The draft EIS provides extensive discussion of breaching the dams.

But the agencies’ opposition to breaching appears to boil down to the same reasons they have used for years, including the importance of the power produced by the dams and the barging they provide for the region’s farmers.

"The dams play an important role in maintaining reliability, and their flexibility and dispatch ability are valuable components" of the hydropower system, the summary states. Breaching "would more than double the region’s risk of power shortages compared to the no action alternative."

The four 100-foot-tall, run-of-the-river dams have the capacity to produce about 3,000 megawatts. But, on average, they generate about a third of that due to river conditions — they can only max out when flows are high — and fish mitigation measures such as spill.

Neil Chatterjee. Photo credit: FERC
Federal Energy Regulatory Commission Chairman Neil Chatterjee. Several FERC-led cybersecurity rules are set to take effect this year for large U.S. power companies. | FERC

At most, that’s about 12.6% of the Bonneville Power Administration’s total power that it sells both inside and outside the region from the 31 dams in the system.

BPA is already facing significant energy market pressures. Due to increased wind, solar and natural gas coming online, its wholesale power rate has climbed 30% since 2008 to about $36 per megawatt-hour.
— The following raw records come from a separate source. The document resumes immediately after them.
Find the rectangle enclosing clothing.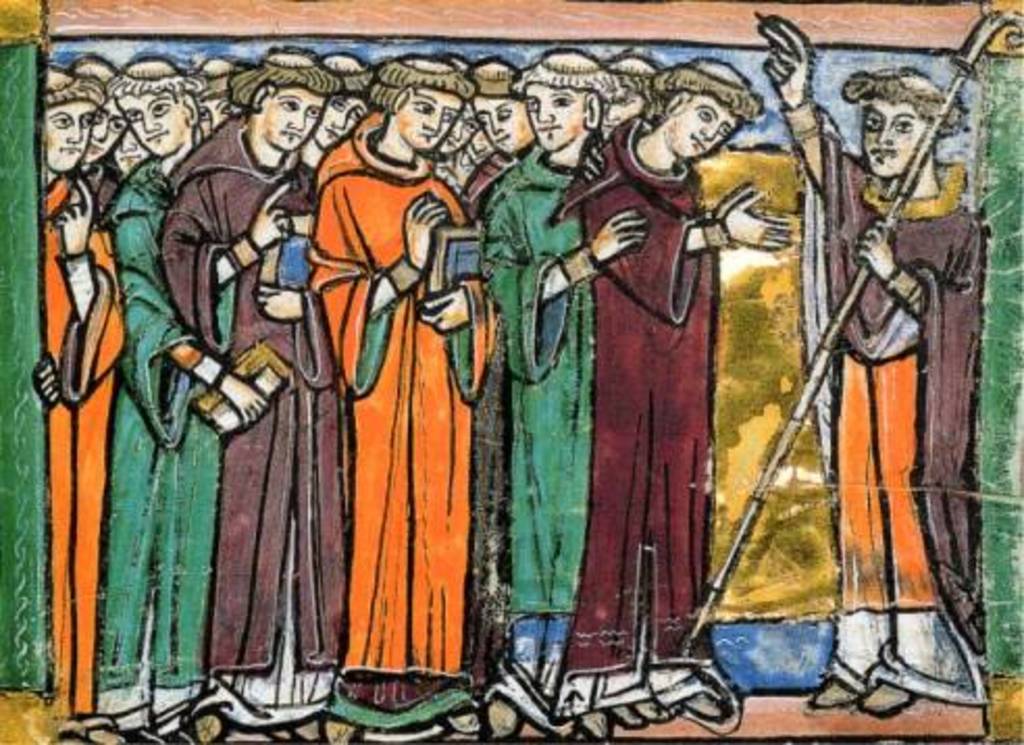
314,135,487,699.
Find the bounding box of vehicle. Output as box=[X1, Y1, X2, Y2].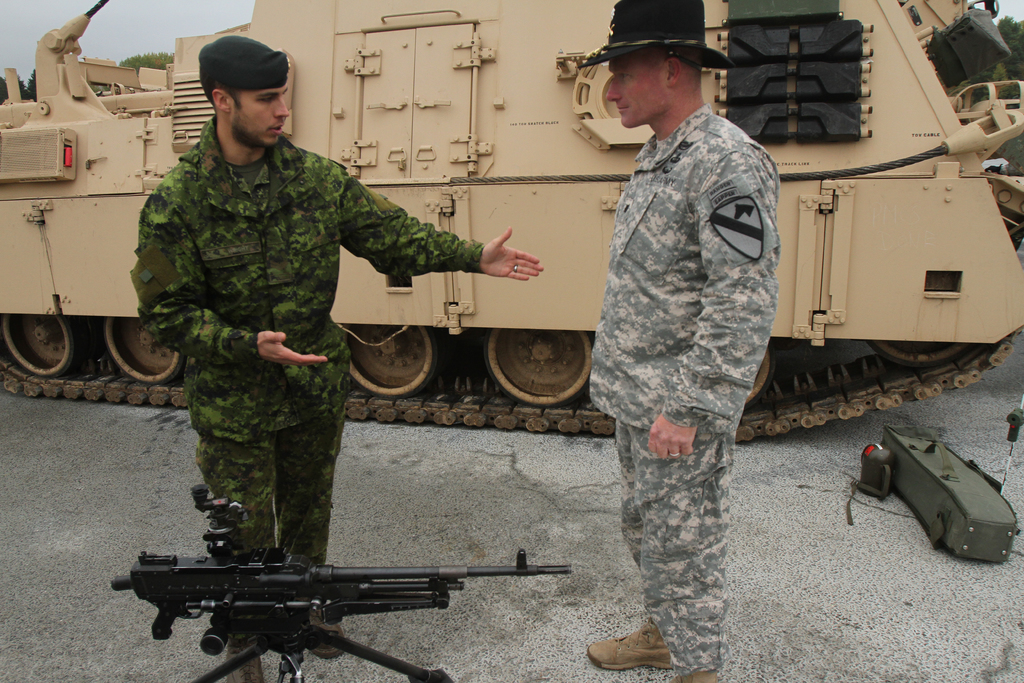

With contracts with the region’s utilities set to expire in 2028, some of its customers are considering potentially cheaper alternatives (Greenwire, Nov. 27, 2019).

BPA has said it believes its hydropower will become more valuable as states like Washington mandate 100% clean power.

But the EIS also says that removing the dams would create "upward rate pressure of between 8.2 percent and 9.6 percent."

Others have disputed how much the region needs the power from the Lower Snake River dams.

In 2018, an extensive analysis by the NW Energy Coalition found solar, wind, demand response and efficiency measures could replace the power from the dams at relatively low prices. And it concluded that the renewables would make the region’s dams more reliable, not less.

Similarly, an economic analysis last year by ECONorthwest, a consulting firm, concluded the benefits of breaching outweighed costs by between $5.4 billion and $12.4 billion (Greenwire, Oct. 23, 2019).

Some conservationists, like former Idaho Fish and Game biologist Steve Pettit, said this is what they expected from the agencies.

"But I guess I’m really saddened," he said, that the agencies are selecting an "alternative that has been their choice, in one form or another, for the last 40-plus years and has failed miserably to even slow down the race towards extinction that wild Snake [River] salmonids have [been] heading."

The public comment period on the draft runs through April 13.